Insurance has always been a data-driven business. But the real challenge with data at the moment, however, isn't so much about managing and storing the data but making sure you get something out of it, Cassidy said.

  • "I think really what the step function change is going to be is on the insight generation, not on the data management side. And this is where the AI comes in," he said.
  • New York Life has set a few internal restrictions around how employees use tools like ChatGPT — "there's a cost component," he wryly noted — but for the most part is encouraging its workforce to use generative AI tools to solve business problems and move more quickly.
  • "We are fundamentally challenging the multiyear strategy we have from a business perspective to see if there's a different way that we can look at solving those problems through generative AI in the interest of leapfrogging and accelerating our modernization."
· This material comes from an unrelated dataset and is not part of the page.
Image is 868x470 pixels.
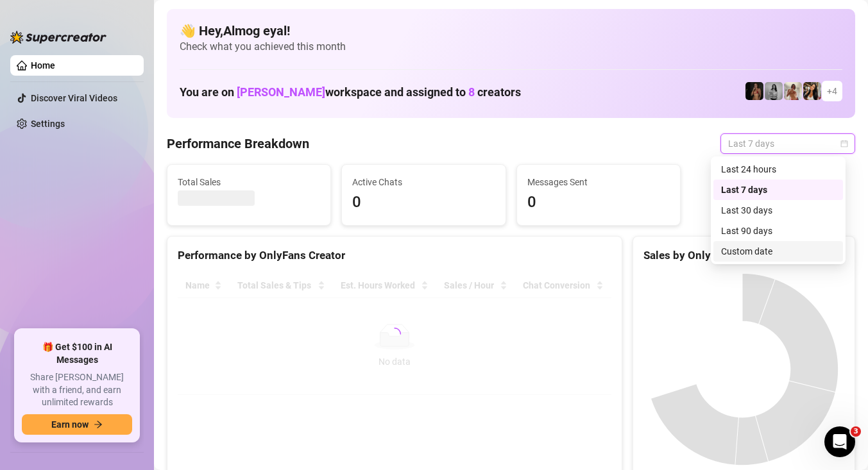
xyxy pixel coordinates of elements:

Read the full interview on Runtime here.


Nvidia mints the coin

Computex 2023 kicked off this week in Taiwan, and Nvidia took center stage to introduce new enterprise computing products hours before its market cap flirted with the trillion-dollar barrier.

Nvidia's valuation would eventually close the day at a mere $992 billion, but it's clear that it has all the momentum among Big Tech companies as the AI craze heats up. CEO Jensen Huang unveiled the DGX GH200 supercomputer as the latest design to feature its combo CPU/GPU chip called Grace Hopper, named after the famous computer scientist.

GPUs have been the power behind Nvidia's rise over the last several years, but the company could really shake up the enterprise tech pecking order should it find traction with CPU designs. Nvidia said that Google Cloud, Meta, and Microsoft would get first crack at the new supercomputer but it will also make a reference design available to other cloud providers so they can offer it to their customers.


Enterprise funding

Sastrify raised $32 million in Series B funding to help expand its portfolio of SaaS procurement tools.

Elementl landed $33 million in Series B funding as it tries to help companies move to a more modern data-management stack.

Poolside, led by former GitHub CTO Jason Warner, raised a $26 million seed round to build a new foundation for AI-powered coding assistants.

DataOps.live secured $17.5 million in new funding to continue its work building a DevOps-style platform on top of Snowflake's cloud data warehouse.


The Runtime roundup

Someone took down the Internet Archive over the weekend by launching "tens of thousands of requests per second for our public domain OCR files" from AWS, according to the organization.

HPE stock fell almost 7% after it missed analyst expectations for revenue and lowered its guidance for the upcoming quarter.

AWS and Elastic appear to have put their many differences well behind them, signing a new three-year "strategic collaboration agreement" that will see the companies working more closely together to sell the other's services to customers.


Thanks for reading — see you Thursday!